Gov. Neil Abercrombie on Friday signed a minimum-wage increase into state law, couching the pay raise for low-income workers in Hawaii's proud, and often forgotten, history of labor activism.
At a signing ceremony at the state Capitol auditorium, the governor dedicated the law to the late Dave Thompson, a revered activist with the International Longshore and Warehouse Union, and others who have strived for worker rights.
Abercrombie said he has always disliked the label of a minimum wage because, he said, "it has the connotation, ‘What's the least we can do to let you survive?' I always thought it wasn't a minimum wage; it was a survival wage.
"And in today's world, that minimum wage is not a survival wage — certainly not in Hawaii and almost anywhere else, as well."

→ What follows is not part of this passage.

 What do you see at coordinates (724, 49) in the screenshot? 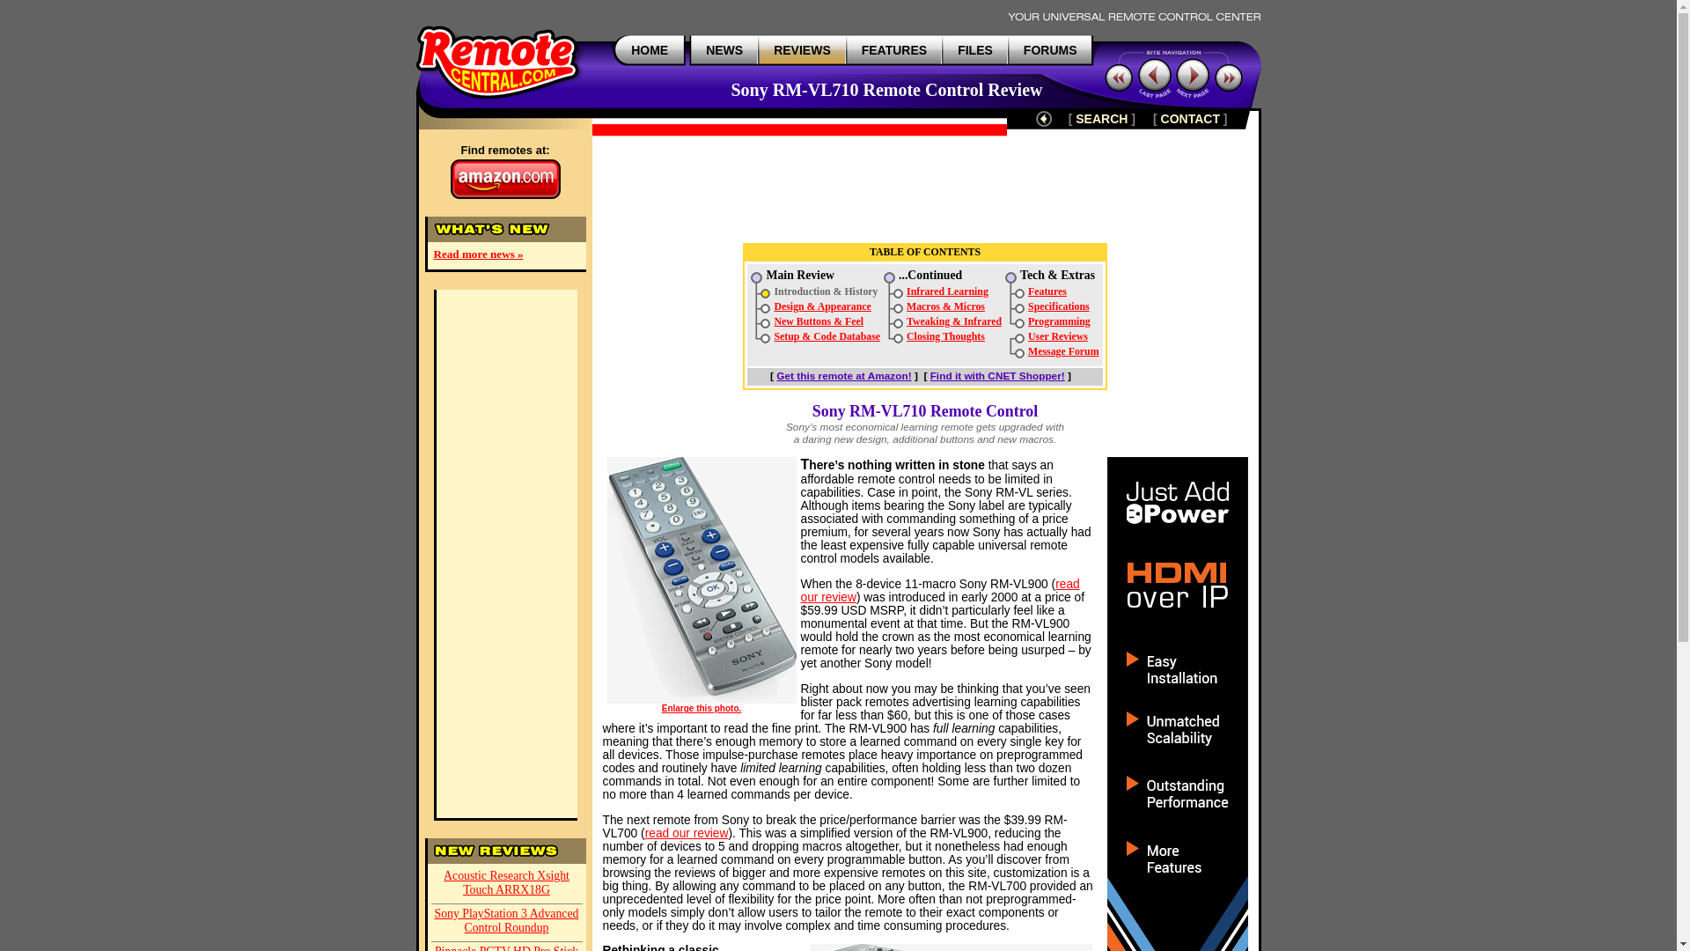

The state's $7.25-an-hour minimum wage will gradually climb to $10.10 an hour by January 2018. The 25-cent tip credit, the amount businesses can deduct from workers who earn tips, will expand to 75 cents. But businesses will not be able to deduct the tip credit unless workers earn at least $7 an hour above the minimum wage, up from 50 cents.
While the new law is an election-year policy victory for Democrats, who have highlighted income inequality as a theme in Hawaii and across the nation, passing a minimum-wage increase was a two-year struggle at a Legislature controlled by majority Democrats.
Hawaii's minimum wage has not been increased since 2007.
Just 2.2 percent of the state's labor force earns the minimum wage. Yet the low wage floor has disappointed labor and social-service advocates given the state's high cost of living and the 6.2 percent of workers who hold multiple jobs to make ends meet.
Abercrombie has called for a minimum-wage increase for the past two years. President Barack Obama has also sought to raise the federal minimum wage to $10.10 an hour, yet Hawaii lawmakers only agreed to $10.10 after the persistence of state Sen. Clayton Hee and state Rep. Mark Nakashima, the main negotiators on the bill.